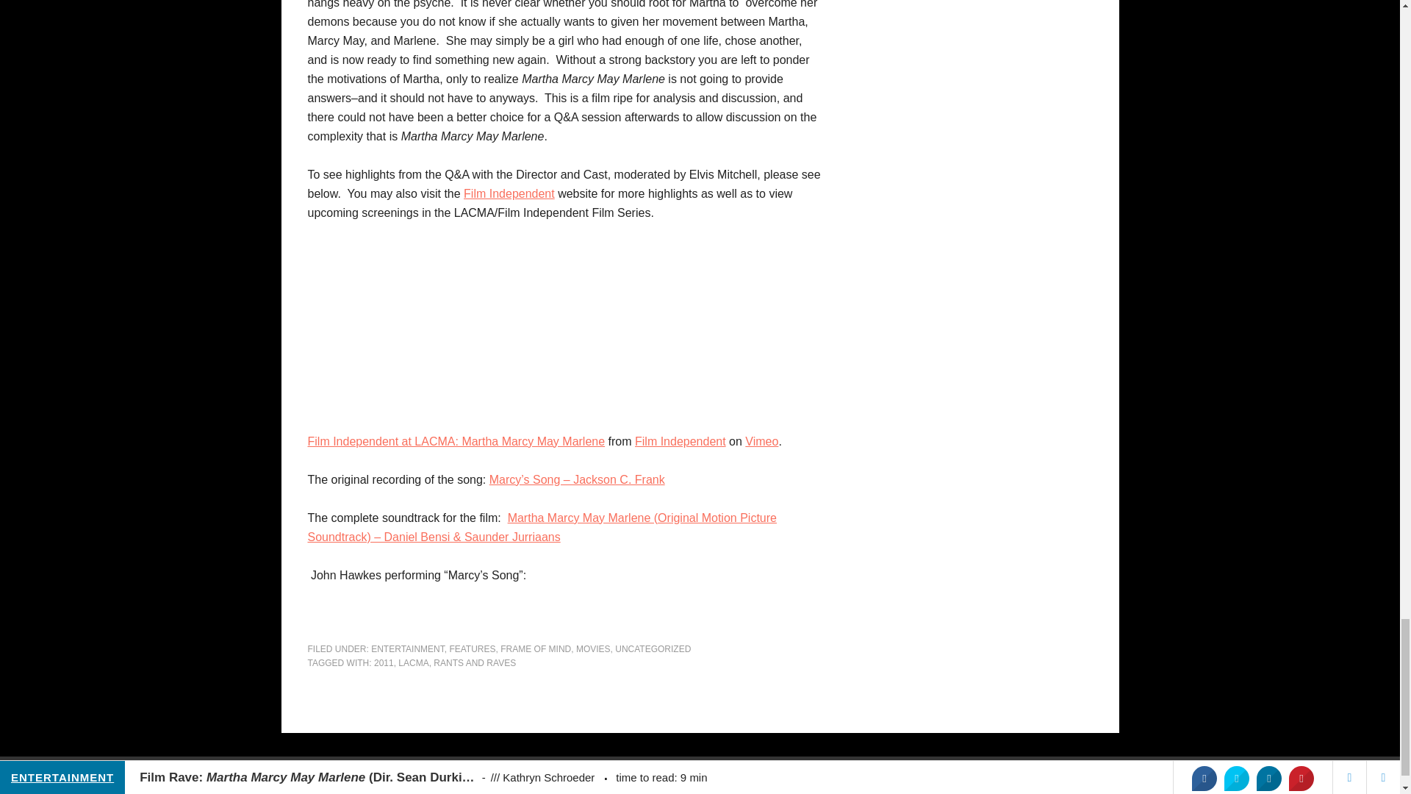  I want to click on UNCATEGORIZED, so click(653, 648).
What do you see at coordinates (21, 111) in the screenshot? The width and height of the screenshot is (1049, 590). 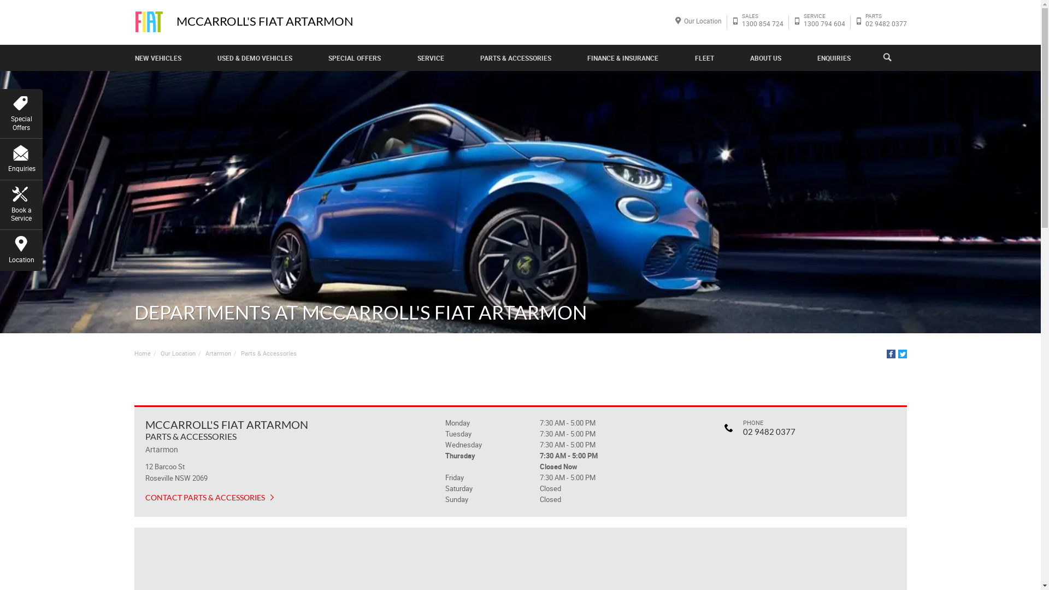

---

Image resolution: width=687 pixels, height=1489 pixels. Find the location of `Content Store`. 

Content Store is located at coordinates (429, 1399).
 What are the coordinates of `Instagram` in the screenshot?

Exercise => Repeat the entries above verbatim, but only from the line that has "Image resolution: width=687" down to the line that has "What are the", inclusive.

Expected output =>
Image resolution: width=687 pixels, height=1489 pixels. Find the location of `Content Store`. 

Content Store is located at coordinates (429, 1399).
 What are the coordinates of `Instagram` in the screenshot?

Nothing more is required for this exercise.